In Write mode, enter some notes in a second voice (eg Down-stem Voice 1). The notes should be the shortest duration that will exist in the piece, or at least in each system. For example, if the shortest notes will be 8th notes, then fill one bar with those. Select them, and maybe move them down an octave or so (out of the way for when you enter the notes which you want to see). Open the Properties panel and under Common > Color, change their Opacity to 0%. While they are still selected, in Engrave mode > Properties > Notes and Rests, enable Hide stem and Hide ledger lines. Go back into Write mode. Select the whole bar and press R to repeat into the following bar, and the next, and so on. Then enter the notes which you actually want to see into another voice (eg Up-stem voice 1).

You might find it easier to leave the hiding of the notes in the second voice until later on and select them by using Edit > Filter > Voices > whichever voice you chose. You might also want to enter the “real” notes before entering the second voice and hiding it.

The spacing between barlines should now be equal. One big downside is that you might have to choose quite a small staff size to make things fit. A lesser downside is that you will probably have to flip stem directions in the visible voice because there is a second voice on the staff, even though it has been hidden. A third issue could be that this method might only be usable for systems of 4 bars, unless the shortest note value is reasonably long.

I know a couple of musicians here in Japan who use this handwritten format.

I’ve never used InDesign or Illustrator. I’d suggest Excel, where column widths can be set to ensure the constant beat spacing, and cell borders can can be used to add whichever lines are required.

Can MusGlyphs be used in Excel? In a quick check it didn’t work for me, but my version of Excel is very old.

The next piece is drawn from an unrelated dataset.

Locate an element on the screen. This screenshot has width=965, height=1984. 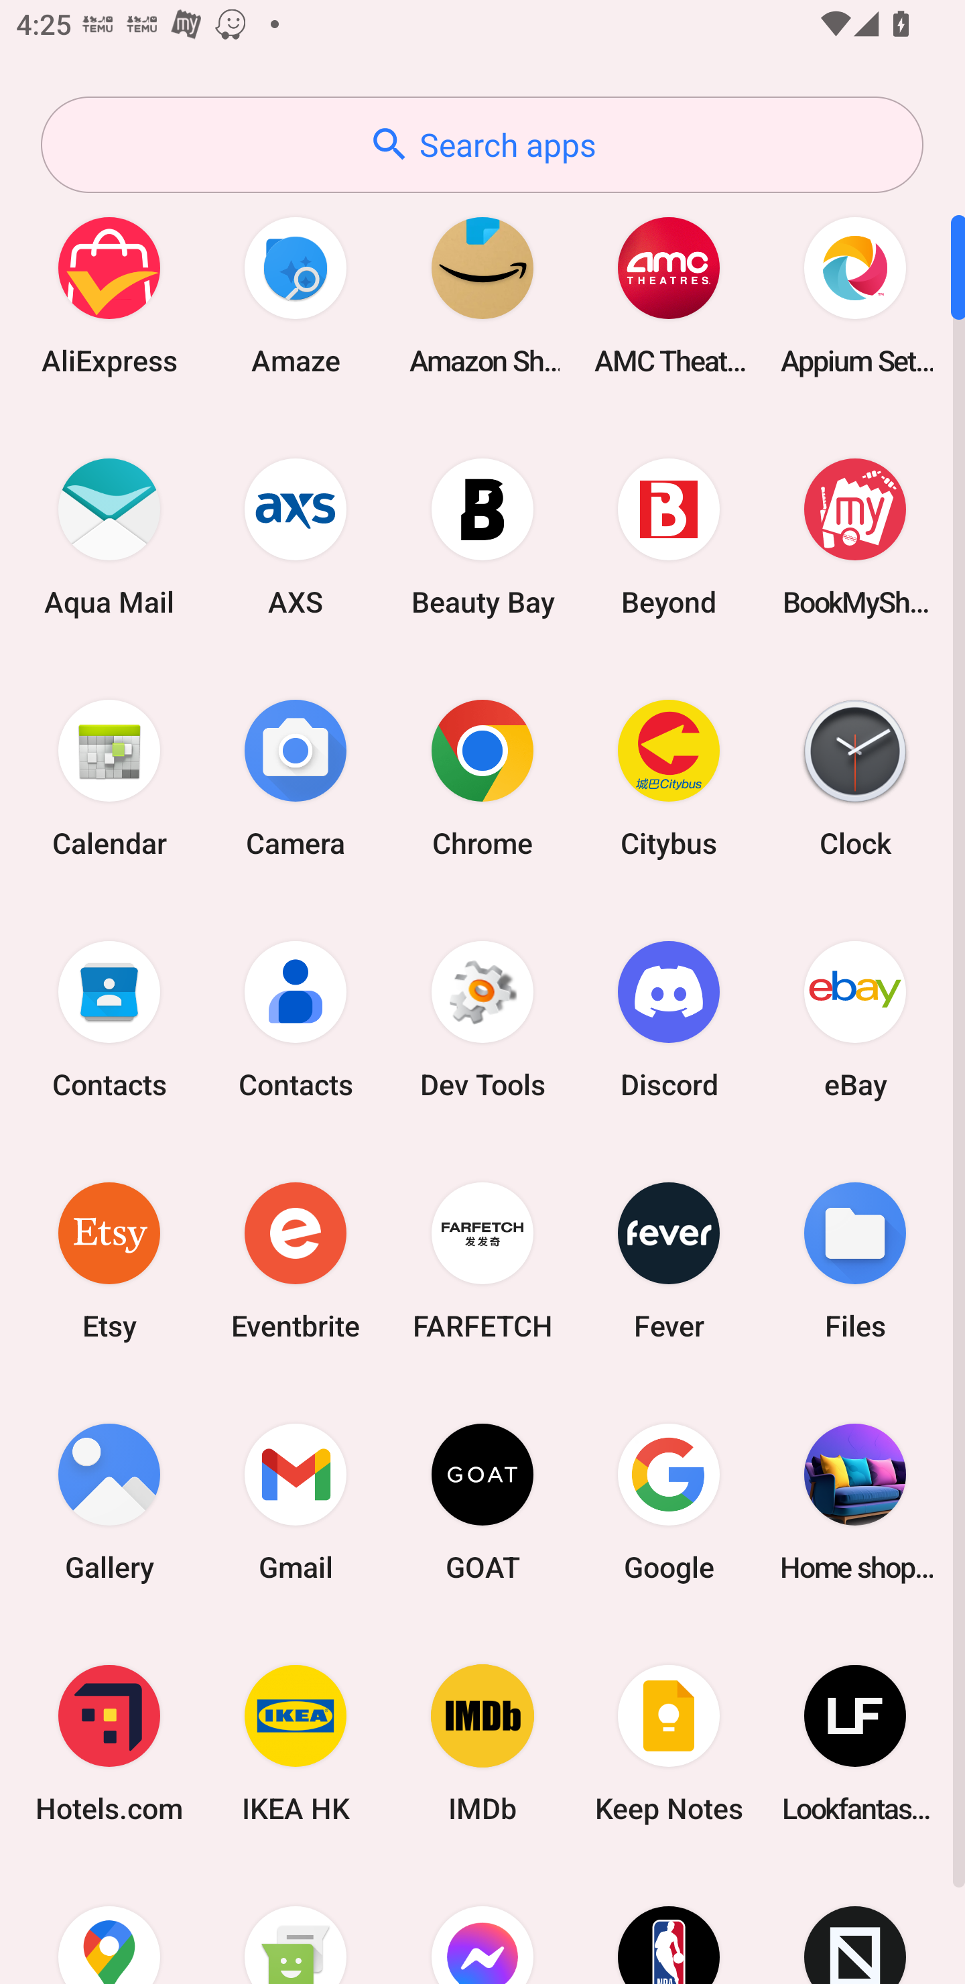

On lead sheets I often need to add rhythm indications above chord symbols, either when the staff is already occupied by music with a different rhythm, or when I want to leave the staff free for musicians to add their own notation.

I haven’t needed this recently, but a quick try indicated that adding the rhythm as system text in the MusGlyphs font would work well.

(I’m also using MusGlyphs to add alternative chord symbols.)

If what you need is empty systems with equally-spaced barlines, doing what I suggested earlier, but without entering notes into up-stem voice 1, gives a page which looks as follows.